Session Information
19 SES 10, Policy and Education
Paper Session
Time:
2009-09-30
14:45-16:15
Room:
JUR, HS 17
Chair:
Dennis Beach
Contribution
A research project financed by the Swedish Research Council Humanities and Social Sciences Section called the Creativity and Performativity in Teaching and Learning (CPTL) project examined aspects of interactivity between competing sides two new policy agendas, interrogated the discourses of creativity and performativity in education through critical ethnography and critical discourse analysis, and identified and analysed the practical agency that is developing amongst teachers and pupils in education today (Jeffrey, 2006: Ed). Four schools were involved in the project and a number of issues were identified. The present article is part of this project. It describes elements of tension between the competing policy components in the development and execution of student agency. It focuses on the main kinds of agency described by highly successful pupils.
Two prior research projects informed the development of the CPTL-project. The first was an ethnographic investigation carried out in a Swedish upper-secondary school around the practical consequences of the 1994 Curriculum Reform Act. This project included interviews with teachers and students on strategies, experiences and ideas about how to work within a context where schooling is described in terms of self-determination and freedom of choice within regimes of performance control and assessment. What was often promoted was the value of competition where both producers and consumers of education were encouraged by the rewards and sanctions of a competitive education to develop a cult of selfishness (also Beach & Dovemark, 2009).
The present article is interested in this cult of selfishness in education, its roots, elements and moments, how it is practiced and what its effects are. It is based on research conducted in two secondary schools and two upper-secondary schools and focuses in particular on the formal classroom behaviour and comments on this behaviour amongst the most successful pupils in these schools. The aim has been to show how educational policies can be conceptualized and constituted in depth in practice and to say something meaningful about the nature of educational processes and outcomes in real situations in interactions between teachers and pupils and between pupils and the learning they encounter. A major intention has been to challenge narrower research and offer pedagogical insights and didactic clues relating to the transfer of successful approaches to creativity in different school environments.
Method
The research has used ethnography as a bottom up grounded approach that first locates empirical cases according to specified criteria and then employs fieldwork and theoretical analysis to portray and explain them (Troman et al, 2006). In this way living educational situations have been examined in detail, and intentions and strategies with regard to creativity and personalisation have been studied through observation, conversation, reflection and conscious experimentation in order to produce ‘thick description’ from long term qualitative enquiry. A discourse analytical component has been used together with the ethnographic component to develop to an investigation of learning as an element of the current circuits of education culture (i.e. education production, regulation, consumption, identity and representation).
Expected Outcomes
There are a number of things of interest concerning pupil agency. One of these concerns different but sometimes complimentary aims between pupil groups and their teachers, which have also promoted different commitments to work agentically. Moreover, the learners researched here have also recognised and used different structural, institutional, interactional, economic and cultural resources (or in Bourdieu’s terms different forms of capital) in the realisations of their aims and (thus) the development and execution of their agency. Different gauges have also been used by teachers to measure pupil success from. No significant gender distinctions have been noted in the research.
References
Beach, D & Dovemark, M. (2009: in press). Making Right Choices: An Ethnographic Investigation of Creativity and Performativity in Four Swedish Schools, Oxford Review of Education, 34: pp xx. Jeffrey, B (2006: Ed). Creative Learning Practices: European Experiences. London: Tufnell. Troman, G., Jeffrey, B. & Beach, D. (2006). Researching Education Policy: Ethnographic Experiences. London, Tufnell Press.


**What you should do:**
Copy out all lines from the entries below in which "critical" occurs.
--- START ---
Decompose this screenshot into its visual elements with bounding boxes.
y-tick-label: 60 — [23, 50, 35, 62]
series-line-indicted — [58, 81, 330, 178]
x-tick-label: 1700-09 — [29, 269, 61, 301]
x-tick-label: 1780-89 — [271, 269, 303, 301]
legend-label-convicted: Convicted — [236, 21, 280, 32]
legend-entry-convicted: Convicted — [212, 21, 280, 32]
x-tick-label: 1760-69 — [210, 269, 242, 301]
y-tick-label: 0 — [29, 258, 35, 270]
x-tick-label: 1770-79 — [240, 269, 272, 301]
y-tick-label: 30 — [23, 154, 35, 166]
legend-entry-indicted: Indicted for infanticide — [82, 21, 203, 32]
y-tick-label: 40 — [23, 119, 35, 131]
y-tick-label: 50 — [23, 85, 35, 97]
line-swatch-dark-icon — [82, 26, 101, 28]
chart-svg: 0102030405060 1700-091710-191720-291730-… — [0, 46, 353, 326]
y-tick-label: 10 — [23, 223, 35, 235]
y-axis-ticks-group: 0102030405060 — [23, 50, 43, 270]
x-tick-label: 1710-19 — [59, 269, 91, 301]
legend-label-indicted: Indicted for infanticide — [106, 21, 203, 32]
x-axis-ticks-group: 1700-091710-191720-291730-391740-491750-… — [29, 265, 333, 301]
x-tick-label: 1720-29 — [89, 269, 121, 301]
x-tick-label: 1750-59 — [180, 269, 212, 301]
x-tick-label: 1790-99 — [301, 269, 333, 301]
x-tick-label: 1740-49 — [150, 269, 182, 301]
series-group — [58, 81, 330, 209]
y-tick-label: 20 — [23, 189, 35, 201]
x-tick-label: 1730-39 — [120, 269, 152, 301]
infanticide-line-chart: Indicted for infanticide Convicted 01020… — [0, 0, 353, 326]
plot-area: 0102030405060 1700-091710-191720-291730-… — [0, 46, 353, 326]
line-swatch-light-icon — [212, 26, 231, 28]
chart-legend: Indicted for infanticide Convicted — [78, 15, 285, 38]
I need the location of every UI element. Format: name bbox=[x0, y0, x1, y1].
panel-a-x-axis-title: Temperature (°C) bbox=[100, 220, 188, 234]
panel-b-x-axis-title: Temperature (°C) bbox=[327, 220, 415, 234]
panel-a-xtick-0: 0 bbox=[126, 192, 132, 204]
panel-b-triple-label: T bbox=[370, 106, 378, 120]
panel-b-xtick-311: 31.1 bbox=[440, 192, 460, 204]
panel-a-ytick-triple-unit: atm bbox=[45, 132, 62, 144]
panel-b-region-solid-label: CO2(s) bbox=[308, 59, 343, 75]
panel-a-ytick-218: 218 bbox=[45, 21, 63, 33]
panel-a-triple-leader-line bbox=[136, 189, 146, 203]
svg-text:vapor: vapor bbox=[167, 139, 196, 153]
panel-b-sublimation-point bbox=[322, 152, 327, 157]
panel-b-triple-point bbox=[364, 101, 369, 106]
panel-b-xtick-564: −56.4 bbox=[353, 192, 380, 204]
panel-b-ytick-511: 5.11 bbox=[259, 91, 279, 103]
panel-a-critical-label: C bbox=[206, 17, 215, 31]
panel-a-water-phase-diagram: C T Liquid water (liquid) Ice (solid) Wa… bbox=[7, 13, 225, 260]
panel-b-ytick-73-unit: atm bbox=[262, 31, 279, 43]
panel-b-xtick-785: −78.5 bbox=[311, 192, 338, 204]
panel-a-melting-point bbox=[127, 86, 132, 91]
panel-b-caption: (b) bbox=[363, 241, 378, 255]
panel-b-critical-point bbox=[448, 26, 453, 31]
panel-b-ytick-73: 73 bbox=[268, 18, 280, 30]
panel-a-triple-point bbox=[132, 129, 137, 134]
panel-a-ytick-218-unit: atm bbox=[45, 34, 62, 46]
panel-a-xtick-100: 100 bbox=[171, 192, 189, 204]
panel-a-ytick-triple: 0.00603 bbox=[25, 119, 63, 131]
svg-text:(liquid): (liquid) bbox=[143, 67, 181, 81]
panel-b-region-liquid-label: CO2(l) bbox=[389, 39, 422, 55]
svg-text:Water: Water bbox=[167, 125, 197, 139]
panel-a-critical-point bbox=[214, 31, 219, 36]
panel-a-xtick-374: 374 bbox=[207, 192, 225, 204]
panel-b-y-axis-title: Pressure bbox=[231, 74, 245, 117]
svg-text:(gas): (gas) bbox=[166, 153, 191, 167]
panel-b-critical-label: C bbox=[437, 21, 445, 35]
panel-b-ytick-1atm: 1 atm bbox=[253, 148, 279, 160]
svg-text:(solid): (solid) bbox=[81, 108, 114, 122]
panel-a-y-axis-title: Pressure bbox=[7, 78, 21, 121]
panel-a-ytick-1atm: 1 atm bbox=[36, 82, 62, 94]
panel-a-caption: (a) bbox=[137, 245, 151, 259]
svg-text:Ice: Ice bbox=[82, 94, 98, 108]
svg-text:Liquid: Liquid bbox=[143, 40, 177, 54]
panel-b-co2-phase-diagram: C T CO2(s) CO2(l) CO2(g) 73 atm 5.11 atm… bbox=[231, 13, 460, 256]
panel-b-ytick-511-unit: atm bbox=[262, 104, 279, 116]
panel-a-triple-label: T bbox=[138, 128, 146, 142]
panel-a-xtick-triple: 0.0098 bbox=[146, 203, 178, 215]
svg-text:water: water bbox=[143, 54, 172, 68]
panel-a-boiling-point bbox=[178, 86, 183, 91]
--- END ---
**Response:**
panel-a-critical-label: C bbox=[206, 17, 215, 31]
panel-b-critical-point bbox=[448, 26, 453, 31]
panel-a-critical-point bbox=[214, 31, 219, 36]
panel-b-critical-label: C bbox=[437, 21, 445, 35]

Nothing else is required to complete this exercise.